The salad days lasted for two weeks. Two weeks off from the event grind (and even then, TinyCo ran a mini event around classic villain M.O.D.O.K. during this period). The new Daredevil event, timed to tie in with Luke Cage premiering on Netflix in September, began just under a week ago. Once again, I find myself in the same position I always do with these events — a whole roster of characters I love and want to recruit, some of which I would have to pay for, and others that I’ll probably miss out on because I simply can’t spend every waking minute staring at my phone to optimise my doodad drop rates.

57bf525fbecb2

And after three days of grinding hard to unlock Matt Murdock and not really getting anywhere, I find myself wondering “Why do I keep putting myself through this? Why do I keep playing this damned game?” If I took all the time I’ve spent on this game recently and used it on going to the gym instead, I’d be ballerina thin by next Wednesday.

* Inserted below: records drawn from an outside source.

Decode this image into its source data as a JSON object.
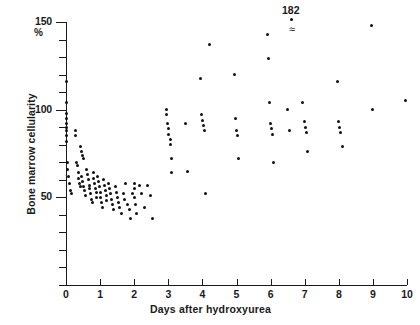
{
  "chart_data": {
    "type": "scatter",
    "title": "",
    "xlabel": "Days after hydroxyurea",
    "ylabel": "Bone marrow cellularity",
    "yunit": "%",
    "xlim": [
      0,
      10
    ],
    "ylim": [
      0,
      150
    ],
    "xticks": [
      0,
      1,
      2,
      3,
      4,
      5,
      6,
      7,
      8,
      9,
      10
    ],
    "xtick_labels": [
      "0",
      "1",
      "2",
      "3",
      "4",
      "5",
      "6",
      "7",
      "8",
      "9",
      "10"
    ],
    "yticks": [
      0,
      10,
      20,
      30,
      40,
      50,
      60,
      70,
      80,
      90,
      100,
      110,
      120,
      130,
      140,
      150
    ],
    "ytick_labels": [
      "",
      "",
      "",
      "",
      "",
      "50",
      "",
      "",
      "",
      "",
      "100",
      "",
      "",
      "",
      "",
      "150"
    ],
    "ylabeled_ticks": [
      50,
      100,
      150
    ],
    "grid": false,
    "legend": null,
    "annotations": [
      {
        "text": "182",
        "x": 7.0,
        "y": 152,
        "note": "off-scale value with axis-break symbol"
      }
    ],
    "points": [
      {
        "x": 0.02,
        "y": 116
      },
      {
        "x": 0.02,
        "y": 104
      },
      {
        "x": 0.02,
        "y": 98
      },
      {
        "x": 0.02,
        "y": 95
      },
      {
        "x": 0.02,
        "y": 92
      },
      {
        "x": 0.02,
        "y": 90
      },
      {
        "x": 0.02,
        "y": 88
      },
      {
        "x": 0.02,
        "y": 85
      },
      {
        "x": 0.02,
        "y": 82
      },
      {
        "x": 0.28,
        "y": 88
      },
      {
        "x": 0.28,
        "y": 85
      },
      {
        "x": 0.42,
        "y": 79
      },
      {
        "x": 0.45,
        "y": 76
      },
      {
        "x": 0.47,
        "y": 74
      },
      {
        "x": 0.5,
        "y": 72
      },
      {
        "x": 0.05,
        "y": 70
      },
      {
        "x": 0.05,
        "y": 66
      },
      {
        "x": 0.08,
        "y": 62
      },
      {
        "x": 0.1,
        "y": 58
      },
      {
        "x": 0.12,
        "y": 54
      },
      {
        "x": 0.15,
        "y": 52
      },
      {
        "x": 0.3,
        "y": 70
      },
      {
        "x": 0.33,
        "y": 68
      },
      {
        "x": 0.36,
        "y": 64
      },
      {
        "x": 0.38,
        "y": 61
      },
      {
        "x": 0.4,
        "y": 58
      },
      {
        "x": 0.42,
        "y": 56
      },
      {
        "x": 0.45,
        "y": 62
      },
      {
        "x": 0.48,
        "y": 59
      },
      {
        "x": 0.52,
        "y": 56
      },
      {
        "x": 0.55,
        "y": 54
      },
      {
        "x": 0.58,
        "y": 51
      },
      {
        "x": 0.6,
        "y": 66
      },
      {
        "x": 0.62,
        "y": 63
      },
      {
        "x": 0.65,
        "y": 60
      },
      {
        "x": 0.68,
        "y": 57
      },
      {
        "x": 0.7,
        "y": 55
      },
      {
        "x": 0.72,
        "y": 52
      },
      {
        "x": 0.75,
        "y": 49
      },
      {
        "x": 0.78,
        "y": 47
      },
      {
        "x": 0.8,
        "y": 64
      },
      {
        "x": 0.82,
        "y": 61
      },
      {
        "x": 0.84,
        "y": 58
      },
      {
        "x": 0.86,
        "y": 55
      },
      {
        "x": 0.88,
        "y": 53
      },
      {
        "x": 0.9,
        "y": 50
      },
      {
        "x": 0.92,
        "y": 62
      },
      {
        "x": 0.95,
        "y": 59
      },
      {
        "x": 0.98,
        "y": 56
      },
      {
        "x": 1.0,
        "y": 53
      },
      {
        "x": 1.02,
        "y": 50
      },
      {
        "x": 1.05,
        "y": 47
      },
      {
        "x": 1.08,
        "y": 44
      },
      {
        "x": 1.1,
        "y": 60
      },
      {
        "x": 1.12,
        "y": 57
      },
      {
        "x": 1.15,
        "y": 54
      },
      {
        "x": 1.18,
        "y": 51
      },
      {
        "x": 1.2,
        "y": 48
      },
      {
        "x": 1.25,
        "y": 58
      },
      {
        "x": 1.28,
        "y": 55
      },
      {
        "x": 1.3,
        "y": 52
      },
      {
        "x": 1.33,
        "y": 49
      },
      {
        "x": 1.36,
        "y": 46
      },
      {
        "x": 1.4,
        "y": 43
      },
      {
        "x": 1.45,
        "y": 56
      },
      {
        "x": 1.48,
        "y": 53
      },
      {
        "x": 1.5,
        "y": 50
      },
      {
        "x": 1.55,
        "y": 47
      },
      {
        "x": 1.58,
        "y": 44
      },
      {
        "x": 1.62,
        "y": 41
      },
      {
        "x": 1.68,
        "y": 52
      },
      {
        "x": 1.72,
        "y": 49
      },
      {
        "x": 1.75,
        "y": 58
      },
      {
        "x": 1.8,
        "y": 46
      },
      {
        "x": 1.85,
        "y": 43
      },
      {
        "x": 1.9,
        "y": 38
      },
      {
        "x": 1.95,
        "y": 52
      },
      {
        "x": 2.0,
        "y": 58
      },
      {
        "x": 2.0,
        "y": 55
      },
      {
        "x": 2.02,
        "y": 50
      },
      {
        "x": 2.05,
        "y": 46
      },
      {
        "x": 2.08,
        "y": 41
      },
      {
        "x": 2.15,
        "y": 57
      },
      {
        "x": 2.2,
        "y": 52
      },
      {
        "x": 2.3,
        "y": 44
      },
      {
        "x": 2.4,
        "y": 57
      },
      {
        "x": 2.48,
        "y": 51
      },
      {
        "x": 2.55,
        "y": 38
      },
      {
        "x": 2.95,
        "y": 100
      },
      {
        "x": 2.95,
        "y": 97
      },
      {
        "x": 2.98,
        "y": 92
      },
      {
        "x": 3.0,
        "y": 89
      },
      {
        "x": 3.02,
        "y": 86
      },
      {
        "x": 3.05,
        "y": 83
      },
      {
        "x": 3.05,
        "y": 80
      },
      {
        "x": 3.08,
        "y": 72
      },
      {
        "x": 3.1,
        "y": 64
      },
      {
        "x": 3.5,
        "y": 92
      },
      {
        "x": 3.55,
        "y": 65
      },
      {
        "x": 3.95,
        "y": 118
      },
      {
        "x": 3.98,
        "y": 97
      },
      {
        "x": 4.0,
        "y": 94
      },
      {
        "x": 4.02,
        "y": 91
      },
      {
        "x": 4.05,
        "y": 88
      },
      {
        "x": 4.08,
        "y": 52
      },
      {
        "x": 4.2,
        "y": 137
      },
      {
        "x": 4.95,
        "y": 120
      },
      {
        "x": 4.98,
        "y": 95
      },
      {
        "x": 5.0,
        "y": 88
      },
      {
        "x": 5.02,
        "y": 85
      },
      {
        "x": 5.05,
        "y": 72
      },
      {
        "x": 5.9,
        "y": 143
      },
      {
        "x": 5.95,
        "y": 129
      },
      {
        "x": 5.98,
        "y": 104
      },
      {
        "x": 6.0,
        "y": 92
      },
      {
        "x": 6.02,
        "y": 89
      },
      {
        "x": 6.05,
        "y": 86
      },
      {
        "x": 6.08,
        "y": 70
      },
      {
        "x": 6.5,
        "y": 100
      },
      {
        "x": 6.55,
        "y": 88
      },
      {
        "x": 6.95,
        "y": 104
      },
      {
        "x": 7.0,
        "y": 93
      },
      {
        "x": 7.02,
        "y": 90
      },
      {
        "x": 7.05,
        "y": 87
      },
      {
        "x": 7.08,
        "y": 76
      },
      {
        "x": 7.95,
        "y": 116
      },
      {
        "x": 8.0,
        "y": 93
      },
      {
        "x": 8.02,
        "y": 90
      },
      {
        "x": 8.05,
        "y": 87
      },
      {
        "x": 8.1,
        "y": 79
      },
      {
        "x": 8.95,
        "y": 148
      },
      {
        "x": 9.0,
        "y": 100
      },
      {
        "x": 9.95,
        "y": 105
      }
    ]
  }
}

So, after reading all of this, you might wonder what is so special about this game that I don’t just delete it and never think about it again? “David,” I hear you screeching, “all this game wants is to drain your wallet. If you had a friend who asked for you money this regularly, you’d cut them out of your life.” So why the hell do I keep playing?

I don’t really have a good answer to this question. I like the look of the game, I like the vibe (when it isn’t shaking me down for money anyway) and I like being able to collect a whole bunch of my favourite comic book characters. I think it’s this completionist angle that keeps me going back. It feels as though, if you chip away at it, it might be possible to get everything. This is clearly not the case — TinyCo will keep releasing new content and characters from now until the sun dies — but my brain, trained from birth to defeat any game that crosses its path, certainly believes Avengers Academy to be winnable. It is my own personal, much-less-awesome Kobayashi Maru. This must be what people addicted to poker machines feel like.

The fact that they never truly end is what makes these games feel so sinister for players and a delight for publishers. If you can keep squeezing content out, punters will keep paying unlock things and move the interminably long mission timers along forever.

I’ve found myself at a point where it feels like the game is asking an awful lot from me despite not really giving me anything in return beyond watching Captain America dance the Charleston for eight hours (an actual command in the game, and one that rears its head with monotonous regularity). If I want to make any headway in the game, especially during events, then I have to devote a surprising amount of time out of my day to keeping everything on track. That’s not really what anyone wants or needs from a game of this type.

There will come a time, and I feel like it might be in the pretty near future, where I simply have to delete Avengers Academy from my phone and free myself from its clutches. And I swear I’m going to get right on that, just as soon as I get through this Daredevil event, because it has Hellcat and Iron Fist and Luke Cage as unlockables and I need them.

———-

This content has recently been ported from its original home on The Iris and may have formatting errors – images may not be showing up, or duplicated, and galleries may not be working. We are slowly fixing these issue. If you spot any major malfunctions making it impossible to read the content, however, please let us know at editor AT theaureview.com.